Download as docx, pdf, or txt
Download as docx, pdf, or txt
You are on page 1of 1

POLANYI AND MODERN ECONOMIC VIEWS

The author states: "Transformation doesnt require an alternative 'social economy'


because the economy we have is already social. We just need to recognize and act on
that fact." Polanyi, basing his analysis on the findings of early economic anthropology,
argued however that the theory of capitalism up to modern times was based on 'the
conception of the economy as an interlocking system of markets that automatically
adjust supply and demand through the price mechanism'. Polanyi showed what a radical
break this conceptionalisation - which only became dominant in core capitalist countries
in the 19th Century - represented from all known pre-existing societies where the
economy was embedded in society.
The term embeddedness for Polanyi and anthropologists expresses the idea that the
economy is not autonomous as it *must* be in bourgeois economic theory, but is instead
subordinated to politics, religion, arid social relations. In capitalist society on the other
hand the system of self-regulating markets requires that society becomes subordinated
to the logic of the market, and inexorably has to extend the barriers of market
commodification in order to sustain the process of capital accumulation.
In my view therefore it is not sufficient to merely assert that the capitalist economy is
'already social and we merely need to act on that fact' - we first need to recognise and
then act on the fact that capitalism inevitably subordinates society to the market. As
Polanyi said: "... the control of the economic system by the market is of overwhelming
consequence to the whole organization of society: it means no less than the running of
society as an adjunct to the market. Instead of
economy being embedded in social relations, social relations are embedded in the
economic system.
So, the question I would suggest is - is that the kind of social relations that we want to
have, or would we prefer to live in a society where the market economy is subordinated
to the social? I know what I would like to see. Does the author?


WHAT THE TASK ASKS:
From the first line to the last, print the records exactly.

(Records from a collection of figures)
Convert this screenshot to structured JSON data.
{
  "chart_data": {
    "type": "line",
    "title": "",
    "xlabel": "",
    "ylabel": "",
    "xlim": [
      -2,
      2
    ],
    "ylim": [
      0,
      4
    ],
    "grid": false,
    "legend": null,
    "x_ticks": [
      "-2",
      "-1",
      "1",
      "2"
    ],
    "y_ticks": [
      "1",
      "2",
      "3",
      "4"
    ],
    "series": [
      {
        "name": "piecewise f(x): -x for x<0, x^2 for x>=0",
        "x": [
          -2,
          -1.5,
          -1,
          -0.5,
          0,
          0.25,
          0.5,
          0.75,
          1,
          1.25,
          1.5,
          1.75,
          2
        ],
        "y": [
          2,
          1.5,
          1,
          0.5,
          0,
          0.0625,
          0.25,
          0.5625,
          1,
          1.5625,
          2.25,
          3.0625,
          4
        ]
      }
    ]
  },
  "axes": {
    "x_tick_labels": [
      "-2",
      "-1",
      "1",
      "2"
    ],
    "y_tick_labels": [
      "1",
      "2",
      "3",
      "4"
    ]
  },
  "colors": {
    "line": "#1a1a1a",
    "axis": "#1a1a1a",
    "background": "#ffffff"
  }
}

FINAL ANSWER:
Convert this screenshot to structured JSON data.
{
  "chart_data": {
    "type": "line",
    "title": "",
    "xlabel": "",
    "ylabel": "",
    "xlim": [
      -2,
      2
    ],
    "ylim": [
      0,
      4
    ],
    "grid": false,
    "legend": null,
    "x_ticks": [
      "-2",
      "-1",
      "1",
      "2"
    ],
    "y_ticks": [
      "1",
      "2",
      "3",
      "4"
    ],
    "series": [
      {
        "name": "piecewise f(x): -x for x<0, x^2 for x>=0",
        "x": [
          -2,
          -1.5,
          -1,
          -0.5,
          0,
          0.25,
          0.5,
          0.75,
          1,
          1.25,
          1.5,
          1.75,
          2
        ],
        "y": [
          2,
          1.5,
          1,
          0.5,
          0,
          0.0625,
          0.25,
          0.5625,
          1,
          1.5625,
          2.25,
          3.0625,
          4
        ]
      }
    ]
  },
  "axes": {
    "x_tick_labels": [
      "-2",
      "-1",
      "1",
      "2"
    ],
    "y_tick_labels": [
      "1",
      "2",
      "3",
      "4"
    ]
  },
  "colors": {
    "line": "#1a1a1a",
    "axis": "#1a1a1a",
    "background": "#ffffff"
  }
}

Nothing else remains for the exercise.